Here’s hoping this becomes a new tradition — surprise releases from great bands that are actually pretty good! The first, what will become a seasonal classic for melancholics everywhere, is from a band that technically doesn’t even exist anymore: LCD Soundsystem. And the second is an unused theme for the James Bond film Spectre by Radiohead. First, here’s what LCD Soundsystem’s James Murphy wrote to accompany “Christmas Will Break Your Heart”: so, there’s been this depressing christmas song i’d been singing to myself for the past 8 years, and every year i wouldn’t remember that i wanted to make it […]
by Scott Macaulay on Dec 25, 2015Dylan Southern and Will Lovelace’s LCD Soundsystem movie Shut Up and Play the Hits has a one-day-only release today through Oscilloscope Pictures (in partnership with TUGG). The following interview was conducted just prior to the film’s premiere earlier this year at the Sundance Film Festival. Over LCD Soundsystem’s ten-year career, the band grew from early blog darlings to lauded indie stalwarts. After telegraphing the group’s demise years in advance, band-leader James Murphy officially disbanded LCD last April with a star-studded, marathon-length performance at Madison Square Garden. Now, less than a year later, Dylan Southern and Will Lovelace present Shut Up […]
by Jane Schoenbrun on Jul 18, 2012Oscilloscope Pictures today announced a unique release strategy for Shut Up and Play the Hits, Will Lovelace and Dylan Southern’s documentary on the last days of LCD Soundsystem, which bowed at Sundance earlier this year. Instead of the usual platform release for a film like this, Shut Up and Play the Hits will open on July 18 at theaters around the United States — and end its theatrical run the same day. In short, this concert movie will, um, play the hits and shut up. (Is this the first time that a film’s title has inspired its release strategy?!) Oscilloscope already […]
by Nick Dawson on May 29, 2012Does the culture make the artist, or does the artist make the culture? Two Sundance documentaries — Shut Up And Play the Hits, which follows James Murphy through the last concert of his band LCD Soundsystem in 2010, and Under African Skies, Joe Berlinger’s history of Paul Simon’s seminal Graceland – might seem to be unlikely bedfellows.

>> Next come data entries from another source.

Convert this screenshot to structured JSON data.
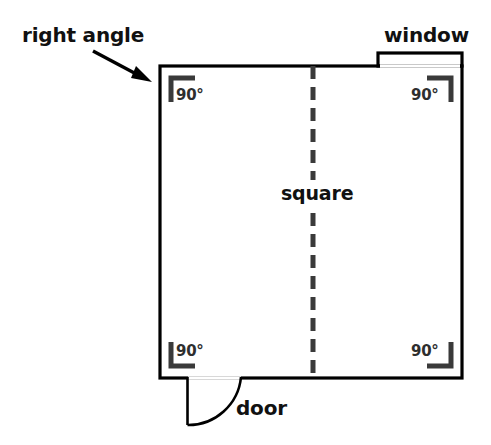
{
  "diagram": {
    "title_labels": {
      "right_angle": "right angle",
      "window": "window",
      "door": "door",
      "square": "square"
    },
    "angle_markers": [
      {
        "position": "top-left",
        "label": "90°"
      },
      {
        "position": "top-right",
        "label": "90°"
      },
      {
        "position": "bottom-left",
        "label": "90°"
      },
      {
        "position": "bottom-right",
        "label": "90°"
      }
    ],
    "colors": {
      "wall": "#000000",
      "angle_marker": "#3a3a3a",
      "dashed_symmetry_line": "#3a3a3a",
      "background": "#ffffff",
      "label_text": "#111111"
    },
    "shapes": {
      "room_outline": "square",
      "symmetry_line": "vertical-dashed",
      "door_swing": "quarter-arc",
      "window_opening": "rectangle-on-top-wall",
      "pointer": "arrow-from-right-angle-label-to-top-left-corner"
    }
  }
}
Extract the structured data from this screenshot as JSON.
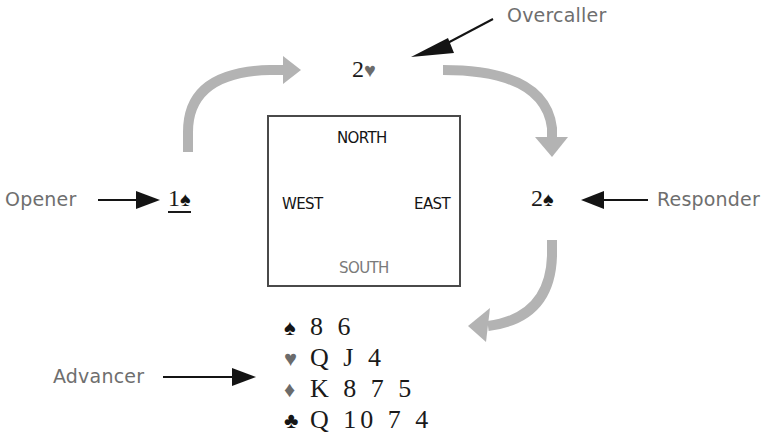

Both films are brilliantly executed portraits of musicians walking the tightrope of cultural relevance and personal expression. The differences between the two stories illustrate fundamental changes in our popular culture over the last 30 years. Both films seek to explore “a moment in […]
by Alicia Van Couvering on Jan 27, 2012Over LCD Soundsystem’s ten-year career, the band grew from early blog darlings to lauded indie stalwarts. After telegraphing the group’s demise years in advance, band-leader James Murphy officially disbanded LCD last April with a star-studded, marathon-length performance at Madison Square Garden. Now, less than a year later, Dylan Southern and Will Lovelace present Shut Up and Play the Hits, a documentary that follows Murphy and his band-mates in the run-up to and aftermath of their now-legendary final performance. If the film’s trailer is any indication, Shut up and Play the Hits will serve as a great encapsulation of the excitement, […]
by Jane Schoenbrun on Jan 24, 2012This trailer for the LCD Soundsystem movie looks fantastic! The band’s amazing, the show was great, and now there’s this movie… I’m glad it exists. (Click on the headline above if you don’t see the video embed.)
by Scott Macaulay on Jan 13, 2012Here are a few articles of interest I’ve stored in my Instapaper. There’s a new website for Terrence Malick’s The Tree of Life, and it takes something of a transmedia approach. Chuck Tryon explains: As you enter the website, it invites you to follow one of two forking paths, the father’s way or the mother’s way, while a haunting, almost mournful score plays in the background. Once you choose, you encounter a split screen with half the screen filled by a semi-circle of video clips and the other a white space with some cryptic text that evokes a moral parable. […]
by Scott Macaulay on Apr 10, 2011I just figured out I can embed this… Their last NYC show. Wish I was there… but running this through my PS3 to my TV is not bad. (If you don’t see the video, click the headline above.) UPDATE: Sorry I didn’t see the show live; it was amazing. The live stream was surprisingly good, though. Here’s a clip — Arcade Fire guesting on backing vocals for “North American Scum.” SECOND UPDATE: Here’s the whole show. Thank you, LCD Soundsystem and Pitchfork.
by Scott Macaulay on Apr 2, 2011The new album hasn’t dropped yet, but this single has — at least on YouTube. To my ears it’s got kind of a Here Come the Warm Jets vibe. Meanwhile, Greenberg, which LCD’s James Murphy scored, is in theaters and its soundtrack is in the stores. It streams below.